A phone timer doesn't auto-cycle. A desktop timer needs an app installed. The Pomodoro timer handles the full cycle in your browser: 25/5 work-break pairs, with a longer 15-minute break after every 4 sessions. Configure the durations if you prefer 50/10 or 90/20 cycles. An audible beep signals each phase change.

Open the page, hit start, get into deep work. No login, no tracking, no premium tier.

The Countdown Timer

For everything else: timing a presentation rehearsal, a quiz, a workout interval, a recipe step.

The countdown timer takes hours, minutes, seconds and counts down with a progress bar. When it hits zero, three audible beeps and a visual flash. Background tab? Doesn't matter the timer keeps running.

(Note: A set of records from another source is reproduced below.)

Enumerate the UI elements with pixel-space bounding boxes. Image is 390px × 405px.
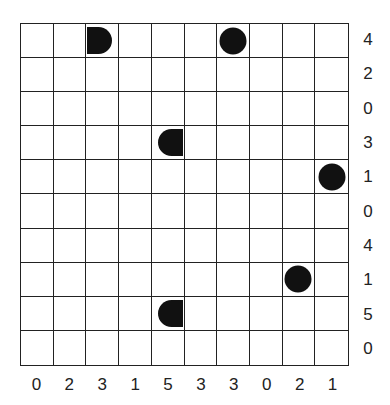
grid-cell-r3-c6[interactable] [217, 126, 250, 160]
grid-cell-r6-c8[interactable] [283, 229, 316, 263]
grid-cell-r6-c3[interactable] [119, 229, 152, 263]
grid-cell-r9-c7[interactable] [250, 331, 283, 365]
grid-cell-r0-c6[interactable] [217, 24, 250, 58]
grid-cell-r2-c7[interactable] [250, 92, 283, 126]
grid-cell-r1-c0[interactable] [21, 58, 54, 92]
grid-cell-r5-c1[interactable] [54, 194, 87, 228]
grid-cell-r9-c1[interactable] [54, 331, 87, 365]
grid-cell-r8-c2[interactable] [86, 297, 119, 331]
grid-cell-r6-c5[interactable] [185, 229, 218, 263]
grid-cell-r8-c9[interactable] [315, 297, 348, 331]
grid-cell-r8-c8[interactable] [283, 297, 316, 331]
grid-cell-r4-c8[interactable] [283, 160, 316, 194]
grid-cell-r1-c7[interactable] [250, 58, 283, 92]
grid-cell-r3-c2[interactable] [86, 126, 119, 160]
grid-cell-r2-c8[interactable] [283, 92, 316, 126]
grid-cell-r2-c3[interactable] [119, 92, 152, 126]
grid-cell-r8-c5[interactable] [185, 297, 218, 331]
grid-cell-r7-c5[interactable] [185, 263, 218, 297]
grid-cell-r5-c6[interactable] [217, 194, 250, 228]
grid-cell-r4-c0[interactable] [21, 160, 54, 194]
grid-cell-r7-c1[interactable] [54, 263, 87, 297]
grid-cell-r2-c5[interactable] [185, 92, 218, 126]
grid-cell-r4-c2[interactable] [86, 160, 119, 194]
grid-cell-r5-c7[interactable] [250, 194, 283, 228]
grid-cell-r4-c7[interactable] [250, 160, 283, 194]
grid-cell-r3-c1[interactable] [54, 126, 87, 160]
grid-cell-r1-c8[interactable] [283, 58, 316, 92]
grid-cell-r9-c0[interactable] [21, 331, 54, 365]
grid-cell-r4-c4[interactable] [152, 160, 185, 194]
grid-cell-r6-c9[interactable] [315, 229, 348, 263]
grid-cell-r6-c7[interactable] [250, 229, 283, 263]
grid-cell-r1-c5[interactable] [185, 58, 218, 92]
grid-cell-r5-c3[interactable] [119, 194, 152, 228]
grid-cell-r1-c6[interactable] [217, 58, 250, 92]
grid-cell-r6-c2[interactable] [86, 229, 119, 263]
grid-cell-r2-c2[interactable] [86, 92, 119, 126]
grid-cell-r5-c8[interactable] [283, 194, 316, 228]
grid-cell-r3-c5[interactable] [185, 126, 218, 160]
grid-cell-r7-c2[interactable] [86, 263, 119, 297]
grid-cell-r5-c4[interactable] [152, 194, 185, 228]
grid-cell-r7-c7[interactable] [250, 263, 283, 297]
grid-cell-r0-c7[interactable] [250, 24, 283, 58]
grid-cell-r8-c0[interactable] [21, 297, 54, 331]
grid-cell-r9-c4[interactable] [152, 331, 185, 365]
grid-cell-r1-c1[interactable] [54, 58, 87, 92]
grid-cell-r9-c9[interactable] [315, 331, 348, 365]
grid-cell-r1-c9[interactable] [315, 58, 348, 92]
grid-cell-r2-c0[interactable] [21, 92, 54, 126]
grid-cell-r0-c0[interactable] [21, 24, 54, 58]
grid-cell-r4-c6[interactable] [217, 160, 250, 194]
grid-cell-r7-c0[interactable] [21, 263, 54, 297]
grid-cell-r4-c1[interactable] [54, 160, 87, 194]
grid-cell-r5-c2[interactable] [86, 194, 119, 228]
grid-cell-r3-c0[interactable] [21, 126, 54, 160]
grid-cell-r1-c2[interactable] [86, 58, 119, 92]
grid-cell-r2-c4[interactable] [152, 92, 185, 126]
grid-cell-r3-c4[interactable] [152, 126, 185, 160]
grid-cell-r9-c2[interactable] [86, 331, 119, 365]
grid-cell-r8-c6[interactable] [217, 297, 250, 331]
grid-cell-r8-c3[interactable] [119, 297, 152, 331]
grid-cell-r5-c0[interactable] [21, 194, 54, 228]
grid-cell-r7-c4[interactable] [152, 263, 185, 297]
grid-cell-r1-c3[interactable] [119, 58, 152, 92]
grid-cell-r6-c1[interactable] [54, 229, 87, 263]
grid-cell-r0-c3[interactable] [119, 24, 152, 58]
grid-cell-r7-c8[interactable] [283, 263, 316, 297]
grid-cell-r5-c5[interactable] [185, 194, 218, 228]
grid-cell-r2-c1[interactable] [54, 92, 87, 126]
grid-cell-r1-c4[interactable] [152, 58, 185, 92]
grid-cell-r5-c9[interactable] [315, 194, 348, 228]
grid-cell-r6-c4[interactable] [152, 229, 185, 263]
grid-cell-r3-c7[interactable] [250, 126, 283, 160]
grid-cell-r9-c3[interactable] [119, 331, 152, 365]
grid-cell-r3-c9[interactable] [315, 126, 348, 160]
grid-cell-r2-c9[interactable] [315, 92, 348, 126]
grid-cell-r3-c3[interactable] [119, 126, 152, 160]
grid-cell-r6-c0[interactable] [21, 229, 54, 263]
grid-cell-r4-c3[interactable] [119, 160, 152, 194]
grid-cell-r7-c6[interactable] [217, 263, 250, 297]
grid-cell-r9-c6[interactable] [217, 331, 250, 365]
grid-cell-r0-c1[interactable] [54, 24, 87, 58]
grid-cell-r8-c1[interactable] [54, 297, 87, 331]
grid-cell-r4-c9[interactable] [315, 160, 348, 194]
grid-cell-r8-c4[interactable] [152, 297, 185, 331]
grid-cell-r0-c9[interactable] [315, 24, 348, 58]
grid-cell-r6-c6[interactable] [217, 229, 250, 263]
grid-cell-r9-c5[interactable] [185, 331, 218, 365]
grid-cell-r0-c5[interactable] [185, 24, 218, 58]
grid-cell-r0-c4[interactable] [152, 24, 185, 58]
grid-cell-r9-c8[interactable] [283, 331, 316, 365]
grid-cell-r7-c3[interactable] [119, 263, 152, 297]
grid-cell-r3-c8[interactable] [283, 126, 316, 160]
grid-cell-r0-c8[interactable] [283, 24, 316, 58]
grid-cell-r4-c5[interactable] [185, 160, 218, 194]
grid-cell-r0-c2[interactable] [86, 24, 119, 58]
grid-cell-r7-c9[interactable] [315, 263, 348, 297]
grid-cell-r8-c7[interactable] [250, 297, 283, 331]
grid-cell-r2-c6[interactable] [217, 92, 250, 126]
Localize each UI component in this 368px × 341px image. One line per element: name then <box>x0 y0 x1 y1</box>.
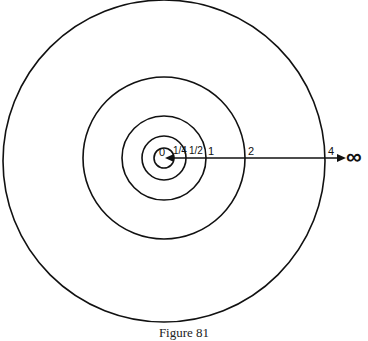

Faster than reaching for your phone, more reliable than mental arithmetic.

Work Hours Calculator

Anyone billing by the hour, tracking flexible hours, or reconciling a timesheet has wrestled with the maths: 9:30 to 17:15 minus a 45-minute lunch break, repeated across five days. By hand it's error-prone.

The work hours calculator takes start time, end time, and break minutes per day. It handles overnight shifts (when end time is earlier than start) and totals everything in hours and minutes. Add as many rows as you need.

Useful for freelancers, consultants, hourly workers, and anyone who needs to send an invoice.

Business Days Calculator

Project deadlines and SLAs are usually quoted in business days, not calendar days. "10 business days from today" sounds simple until weekends and public holidays land in the middle.

The business days calculator counts Monday-through-Friday days between any two dates and subtracts public holidays you list manually.

Useful for: setting realistic project deadlines, calculating shipping ETAs, planning around bank holidays.

Date Difference Calculator

How many days until that deadline? How long has it been since launch? The date difference calculator handles all date math: total days, weeks, months, years between any two dates. Toggle whether to include the end date.

Useful for: tracking project timelines, anniversary calculations, contract renewals, age-of-account checks.

Time Zone Converter

Working across time zones is a permanent challenge for remote teams. The time zone converter picks any two zones from the full IANA list, converts a specific time, and handles daylight saving automatically.

Faster than mental arithmetic ("they're 5 hours ahead, so 2 PM there is..."), more accurate than guessing about DST shifts.

Age Calculator

For checking eligibility, milestone tracking, or simple curiosity, the age calculator gives you exact age in years, months, and days from a date of birth.

Why These Win Over Apps

These tools share three properties that explain their staying power:

  1. Zero setup. Open the page, use it. No account, no preferences, no walkthrough.
  2. Single-purpose. Each tool does one thing well. No feature creep.
  3. Resume nothing. When you close the tab, there's no state to preserve. The next time you need it, it's right there.

The all-in-one productivity app trap is real. Notion, ClickUp, and similar tools work for some people, but for the majority they end up as elaborate procrastination devices. A simple Pomodoro timer, used consistently, beats a beautifully-organised task manager that you spend more time configuring than executing.

A Realistic Workday

A focused day might look like:

Total tool time across the day: under 30 seconds. The benefit: a structured, time-bounded day instead of an open-ended scroll.


The full set lives under time & productivity. Start with the Pomodoro it's the one that compounds the fastest.